The Doom of the Danaides

DANAUS found worthier husbands (in his opinion) for his wronged daughters by arranging an athletics contest with his daughters as the prizes. Contestants were understandably slow to come forward, for news of the girls’ late husbands had spread. However, the early winners survived their wedding nights, and eventually grooms were found for everyone except Hypermnestra, who needed none, because she was blissfully reunited with Lynceus.

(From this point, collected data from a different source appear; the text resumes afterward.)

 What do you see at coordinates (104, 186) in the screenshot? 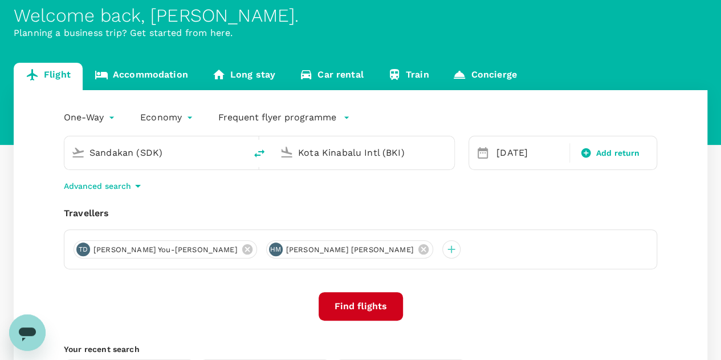
I see `button: Advanced search` at bounding box center [104, 186].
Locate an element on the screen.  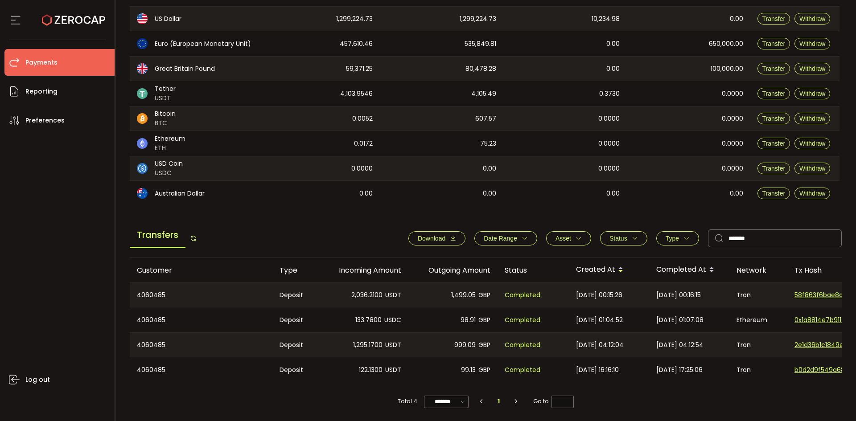
img: usdt_portfolio.svg is located at coordinates (142, 94).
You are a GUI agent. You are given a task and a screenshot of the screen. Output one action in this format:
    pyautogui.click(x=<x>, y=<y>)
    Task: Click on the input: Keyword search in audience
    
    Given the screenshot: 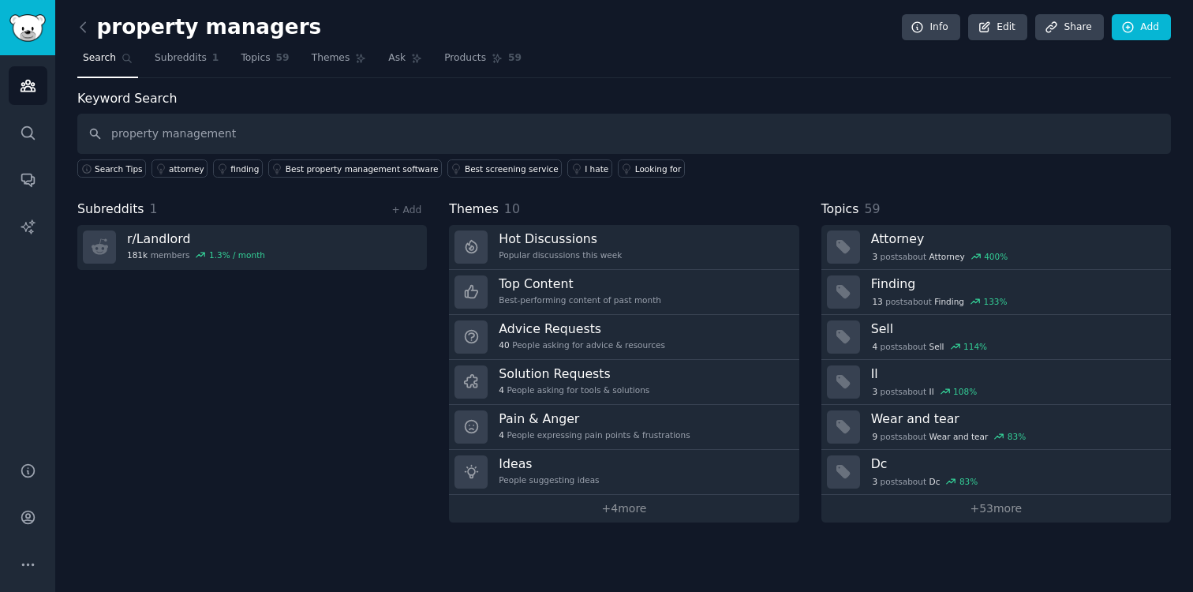 What is the action you would take?
    pyautogui.click(x=624, y=133)
    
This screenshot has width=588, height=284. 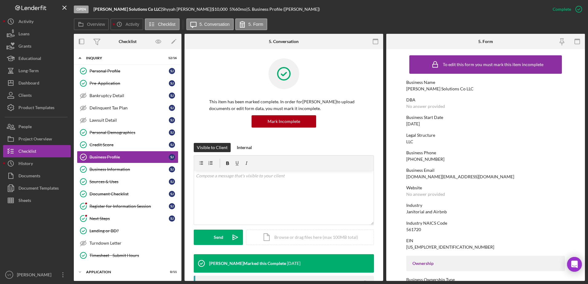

Yet to the Greek mind, though the fifty sons of Aegyptus had no doubt deserved death, nevertheless forty-nine of the Danaides had committed a crime in this world from which they must not profit in the next. Even the purification rites of Athene and Hermes, performed in the lake at Lerna with Zeus’s blessing, did not satisfy the judges of the Underworld. They instructed the forty-nine to wash away their sins again, in a bath of water they must draw, jug by toilsome jug, from the River Phlegethon in deepest Tartarus. But though they laboured to all eternity they would never complete the sacred rite; for the stern judges had riddled the base of the bath with dozens and dozens of holes.*

Based on ‘ ‘Mythology’ (1959) by Edith Hamilton (1867-1963), and ‘Greek Myths’ Vol. 1 (1955) by Robert Graves (1895-1985).

* In Plato’s Gorgias 492c-493c, Callicles boldy states that ‘luxury, licentiousness and liberty’ are virtues and should be cultivated. Socrates replies by saying that a soul so untaught and so weakly suggestible is like a man trying to fill a leaky jar with water from a sieve, because his desires are never satisfied, and his mind is too forgetful and infirm of purpose to bring it anything worthwhile. “Of all who are in Hades” he reflects “these uninitiate will be most wretched, and will carry water into their leaky jar with a sieve which is no less leaky.”

Précis
Danaus found better husbands for his forty-nine widowed daughters by offering them as prizes in an athletics competition. But when years had passed and the girls went down to the Underworld, the rulers of that place imposed a penalty for their crime, condemning them to spend eternity filling a bath of purification that could never be filled.